Complaints about lost, damaged and late post have rocketed by more than 300 per cent in two years and are likely to reach 40,000 by the end of the financial year, according to new figures from the independent postal service watchdog.

Postwatch, the organisation set up to monitor Royal Mail, handled 28,000 complaints last year, up from just 6,300 in 2002, and says complaints this year are already on course to reach 40,000 by April.

Of the 28,000 complaints handled by the watchdog last year, only 88 were about companies other than Royal Mail.

Officials said the failure of Royal Mail to hit any of its 15 performance targets was fuelling increases in complaints ranging from lost letters and parcels to problems with redirection.
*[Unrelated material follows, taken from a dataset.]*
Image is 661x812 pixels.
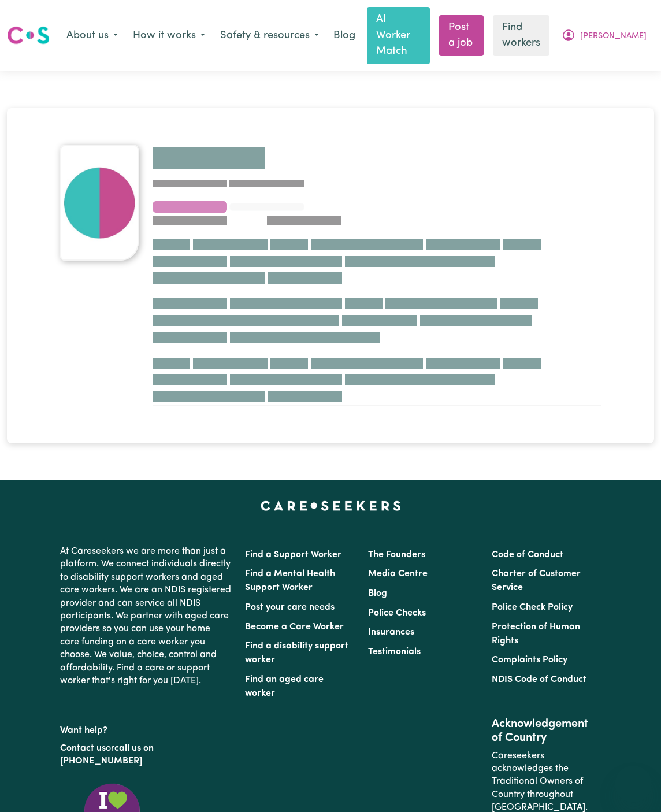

The number of complaints, contained in a National Audit Office report about the postal and energy watchdogs, will reignite anger about the standard of postal services after figures published this year suggested that 14.5 million letters are lost each year, with 60 per cent delivered to the wrong address.

Royal Mail said its performance had improved after a "dip" earlier this year after its reorganisation of deliveries. The company insisted that figures for August showed that 92.4 per cent of first class letters were delivered the next day, only just below the target of 92.5 per cent and the best result for a year.

Postwatch said some of the increase in complaints was due to the organisation's increasing public profile after its launch in 2000, but insisted that poor performance was fuelling anger among customers.

The complaint figures are likely to represent the tip of the iceberg, as the watchdog only deals with customers who are still dissatisfied after first complaining directly to Royal Mail.

A spokeswoman said: "By the time they contact us they are angry. Generally people are loath to complain because they might get their postie in trouble, or sometimes they just want an acknowledgement or an apology.

"Some of this rise is because we have only been going since 2000 and people have to understand who we are, what we do.

"Royal Mail has failed to meet any of their standards of service for a good while."

She urged more people to complain about services. "Complaining is a good way of giving Royal Mail customer feedback," she said.

Malcolm Bruce, the Liberal Democrat trade and industry spokesman, said: "This is an appalling indictment but unfortunately entirely consistent with Royal Mail's record in recent years. An organisation which fails all 15 of its performance targets is likely to generate an avalanche of complaints.

"The taxpayer ends up paying twice for the failure of Royal Mail, once for its losses and reduced profitability and again for the increased cost of funding Postwatch."

A spokesman for Royal Mail said the company handled 1.6 million calls to its telephone hotline last year, but stressed that many of those calls were inquiries about services rather than complaints.

He insisted that the company had made customer service "our number one priority" and said services were improving after problems moving to single deliveries earlier this year.

The spokesman said: "Improving our quality of service is our number one priority. There was a dip earlier this year when there were major changes in our operation."

The Royal Mail was fined £7.5m when it failed to meet the 15 targets last year and will hear later this year whether it faces a further fine for breaching its licence. It has already paid £50m in compensation to customers for service disruption after industrial action last year.